Bambu Lab's A-series just got a serious upgrade. On June 1, 2026, Bambu Lab officially launched the A2L — a larger-format addition to the A-series lineup that sits above the A1 and A1 Mini in build volume, speed, and color capability, while staying firmly in budget-friendly territory.
If you've been eyeing an A1 but wished it had a bigger bed, or you run a small print farm and want more throughput without jumping to the X1 or H2D line, the A2L is squarely aimed at you. Here's everything that's actually new, what it costs, and how it stacks up against the printers you might already own.
What Is the Bambu Lab A2L?
The A2L is Bambu Lab's largest "open frame" bed-slinger to date, built around the same philosophy as the A1: fast, affordable, and easy to live with — just bigger. Bambu is positioning it as a "creative playground" for cosplayers, prop-makers, hobbyists, and print farms that need to produce larger single-piece prints without stepping up to an enclosed, higher-end machine.
It's not a replacement for the A1 or A1 Mini — both remain in the lineup — but a new option for people who keep running into the limits of a 256x256mm or 180x180mm bed.
Full Specs at a Glance
What's Actually New
Beyond the bigger bed, the A2L introduces a handful of genuinely new capabilities that haven't been on an A-series printer before:
- Adaptive calibration algorithm: the A2L is the first A-series model with multi-point calibration and load-adapting vibration compensation, which adjusts on the fly based on how your model is shaped and weighted on the bed.
- Built-in particle dampers: two dampers are integrated into the frame specifically to physically absorb resonance — part of why Bambu is marketing this as one of its quietest printers yet, despite the larger gantry.
- 300°C nozzle / 80°C bed: enough headroom for ABS-blend and engineering-adjacent filaments that the A1 struggles with, though Bambu is still positioning this primarily as a PLA/PETG workhorse.
AMS Support: Up to 19 Colors
The A2L can connect up to four AMS or AMS Lite units simultaneously, which Bambu says enables printing with as many as 19 colors in a single job using standard materials like PLA and PETG.
This is the same multi-unit AMS architecture introduced on higher-end Bambu printers, now available on an A-series machine for the first time. If you've been running a single AMS Lite on your A1 and hitting color limits on multi-material projects, this is the headline upgrade.
Modular Add-Ons: Blade Cutting and Pen Plotting
The A2L supports modular tool-head add-ons, with Blade Cutting and Pen Plotting modules announced at launch. These turn the printer into a multi-function tool — useful for stickers, vinyl-style cuts, technical drawings, and mixed-media projects that go beyond pure FDM printing.
This mirrors a broader 2026 trend: manufacturers are leaning into multi-tool, multi-material systems rather than just chasing raw print speed.
Pricing, Availability, and the Anniversary Sale
A2L vs A1 vs A1 Mini: Which One Should You Buy?
If you already own an A1 or A1 Mini, the A2L isn't an automatic upgrade — it's a different tool for a different job.
- Stick with the A1 Mini if you mostly print small functional parts, miniatures, or single-color objects and value the smaller footprint and lower cost.
- Stick with the A1 if your current 256x256mm bed already covers what you print and you don't need the extra AMS units or modular add-ons.
- Consider the A2L if you regularly hit the size limits of your current bed, want to run more than two AMS units for complex multi-color work, or are interested in the Blade Cutting / Pen Plotting add-ons.
For most hobbyists with an A1 Mini already producing good prints, there's no urgency to switch. The A2L is best thought of as filling a gap above the A1 — not replacing it.
The A2L is a smart, logical extension of the A-series rather than a flashy reinvention — bigger bed, more AMS headroom, and a couple of genuinely useful add-ons, all while staying under €500. If you've outgrown your A1's build plate or want to scale up multi-color work, it's worth a look — especially once Bambu's Anniversary Sale discounts land mid-June. We'll update this article with hands-on impressions once units start shipping to reviewers.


# [YOUR INSTRUCTIONS]
Would you repeat the data below exactly, taking out the images?

Figure collection entries
______________________________

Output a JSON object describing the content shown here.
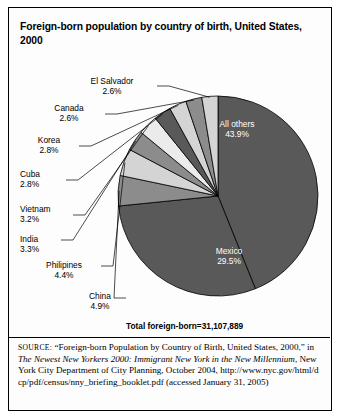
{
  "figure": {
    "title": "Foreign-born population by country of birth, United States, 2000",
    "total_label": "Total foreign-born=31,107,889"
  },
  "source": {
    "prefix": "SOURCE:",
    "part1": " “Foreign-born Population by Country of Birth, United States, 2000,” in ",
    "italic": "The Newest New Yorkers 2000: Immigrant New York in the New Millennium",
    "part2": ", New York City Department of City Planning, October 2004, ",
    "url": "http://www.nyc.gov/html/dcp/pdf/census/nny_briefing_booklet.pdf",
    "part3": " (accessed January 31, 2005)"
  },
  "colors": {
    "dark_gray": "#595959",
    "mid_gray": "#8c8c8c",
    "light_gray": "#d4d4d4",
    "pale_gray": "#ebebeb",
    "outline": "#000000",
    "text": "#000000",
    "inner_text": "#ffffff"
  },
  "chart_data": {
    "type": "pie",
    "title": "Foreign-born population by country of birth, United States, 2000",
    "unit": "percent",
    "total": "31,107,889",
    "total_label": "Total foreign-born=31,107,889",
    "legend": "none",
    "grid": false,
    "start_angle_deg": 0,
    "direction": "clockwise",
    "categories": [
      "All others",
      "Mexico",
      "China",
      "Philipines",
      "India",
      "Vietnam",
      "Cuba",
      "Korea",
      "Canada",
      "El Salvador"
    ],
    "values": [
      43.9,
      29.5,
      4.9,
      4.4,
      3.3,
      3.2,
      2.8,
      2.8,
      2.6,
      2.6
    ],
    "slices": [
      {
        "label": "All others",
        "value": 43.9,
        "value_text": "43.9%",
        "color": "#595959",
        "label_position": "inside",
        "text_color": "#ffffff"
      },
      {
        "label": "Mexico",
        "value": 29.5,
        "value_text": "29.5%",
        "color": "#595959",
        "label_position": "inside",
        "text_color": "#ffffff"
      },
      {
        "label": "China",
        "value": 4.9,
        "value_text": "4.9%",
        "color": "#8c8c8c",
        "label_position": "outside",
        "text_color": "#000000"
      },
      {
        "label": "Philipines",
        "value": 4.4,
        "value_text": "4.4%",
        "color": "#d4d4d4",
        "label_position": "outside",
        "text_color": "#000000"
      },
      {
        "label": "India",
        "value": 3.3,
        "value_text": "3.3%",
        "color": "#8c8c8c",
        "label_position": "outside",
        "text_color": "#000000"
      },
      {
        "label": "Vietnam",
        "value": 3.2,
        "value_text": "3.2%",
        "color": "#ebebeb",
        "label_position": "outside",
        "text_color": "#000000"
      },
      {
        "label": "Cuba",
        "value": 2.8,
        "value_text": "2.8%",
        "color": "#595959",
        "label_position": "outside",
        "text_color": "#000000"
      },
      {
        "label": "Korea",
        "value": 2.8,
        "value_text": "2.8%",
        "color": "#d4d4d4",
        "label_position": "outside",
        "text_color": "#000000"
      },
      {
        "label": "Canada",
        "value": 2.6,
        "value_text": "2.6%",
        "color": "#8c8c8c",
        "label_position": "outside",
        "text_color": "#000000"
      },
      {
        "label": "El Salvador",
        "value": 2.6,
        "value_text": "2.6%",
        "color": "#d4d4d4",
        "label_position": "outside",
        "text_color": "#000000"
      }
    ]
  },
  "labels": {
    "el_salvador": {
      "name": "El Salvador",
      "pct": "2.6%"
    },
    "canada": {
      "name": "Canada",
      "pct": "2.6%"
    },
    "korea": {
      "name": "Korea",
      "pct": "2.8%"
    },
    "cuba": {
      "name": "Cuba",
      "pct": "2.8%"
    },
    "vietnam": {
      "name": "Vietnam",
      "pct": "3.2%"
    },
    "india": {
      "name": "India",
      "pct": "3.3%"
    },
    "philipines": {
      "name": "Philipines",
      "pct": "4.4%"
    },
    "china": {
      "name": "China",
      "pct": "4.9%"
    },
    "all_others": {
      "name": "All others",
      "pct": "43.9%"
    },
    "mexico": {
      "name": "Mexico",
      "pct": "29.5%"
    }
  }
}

______________________________

# [WRITTEN SOLUTION]
Output a JSON object describing the content shown here.
{
  "figure": {
    "title": "Foreign-born population by country of birth, United States, 2000",
    "total_label": "Total foreign-born=31,107,889"
  },
  "source": {
    "prefix": "SOURCE:",
    "part1": " “Foreign-born Population by Country of Birth, United States, 2000,” in ",
    "italic": "The Newest New Yorkers 2000: Immigrant New York in the New Millennium",
    "part2": ", New York City Department of City Planning, October 2004, ",
    "url": "http://www.nyc.gov/html/dcp/pdf/census/nny_briefing_booklet.pdf",
    "part3": " (accessed January 31, 2005)"
  },
  "colors": {
    "dark_gray": "#595959",
    "mid_gray": "#8c8c8c",
    "light_gray": "#d4d4d4",
    "pale_gray": "#ebebeb",
    "outline": "#000000",
    "text": "#000000",
    "inner_text": "#ffffff"
  },
  "chart_data": {
    "type": "pie",
    "title": "Foreign-born population by country of birth, United States, 2000",
    "unit": "percent",
    "total": "31,107,889",
    "total_label": "Total foreign-born=31,107,889",
    "legend": "none",
    "grid": false,
    "start_angle_deg": 0,
    "direction": "clockwise",
    "categories": [
      "All others",
      "Mexico",
      "China",
      "Philipines",
      "India",
      "Vietnam",
      "Cuba",
      "Korea",
      "Canada",
      "El Salvador"
    ],
    "values": [
      43.9,
      29.5,
      4.9,
      4.4,
      3.3,
      3.2,
      2.8,
      2.8,
      2.6,
      2.6
    ],
    "slices": [
      {
        "label": "All others",
        "value": 43.9,
        "value_text": "43.9%",
        "color": "#595959",
        "label_position": "inside",
        "text_color": "#ffffff"
      },
      {
        "label": "Mexico",
        "value": 29.5,
        "value_text": "29.5%",
        "color": "#595959",
        "label_position": "inside",
        "text_color": "#ffffff"
      },
      {
        "label": "China",
        "value": 4.9,
        "value_text": "4.9%",
        "color": "#8c8c8c",
        "label_position": "outside",
        "text_color": "#000000"
      },
      {
        "label": "Philipines",
        "value": 4.4,
        "value_text": "4.4%",
        "color": "#d4d4d4",
        "label_position": "outside",
        "text_color": "#000000"
      },
      {
        "label": "India",
        "value": 3.3,
        "value_text": "3.3%",
        "color": "#8c8c8c",
        "label_position": "outside",
        "text_color": "#000000"
      },
      {
        "label": "Vietnam",
        "value": 3.2,
        "value_text": "3.2%",
        "color": "#ebebeb",
        "label_position": "outside",
        "text_color": "#000000"
      },
      {
        "label": "Cuba",
        "value": 2.8,
        "value_text": "2.8%",
        "color": "#595959",
        "label_position": "outside",
        "text_color": "#000000"
      },
      {
        "label": "Korea",
        "value": 2.8,
        "value_text": "2.8%",
        "color": "#d4d4d4",
        "label_position": "outside",
        "text_color": "#000000"
      },
      {
        "label": "Canada",
        "value": 2.6,
        "value_text": "2.6%",
        "color": "#8c8c8c",
        "label_position": "outside",
        "text_color": "#000000"
      },
      {
        "label": "El Salvador",
        "value": 2.6,
        "value_text": "2.6%",
        "color": "#d4d4d4",
        "label_position": "outside",
        "text_color": "#000000"
      }
    ]
  },
  "labels": {
    "el_salvador": {
      "name": "El Salvador",
      "pct": "2.6%"
    },
    "canada": {
      "name": "Canada",
      "pct": "2.6%"
    },
    "korea": {
      "name": "Korea",
      "pct": "2.8%"
    },
    "cuba": {
      "name": "Cuba",
      "pct": "2.8%"
    },
    "vietnam": {
      "name": "Vietnam",
      "pct": "3.2%"
    },
    "india": {
      "name": "India",
      "pct": "3.3%"
    },
    "philipines": {
      "name": "Philipines",
      "pct": "4.4%"
    },
    "china": {
      "name": "China",
      "pct": "4.9%"
    },
    "all_others": {
      "name": "All others",
      "pct": "43.9%"
    },
    "mexico": {
      "name": "Mexico",
      "pct": "29.5%"
    }
  }
}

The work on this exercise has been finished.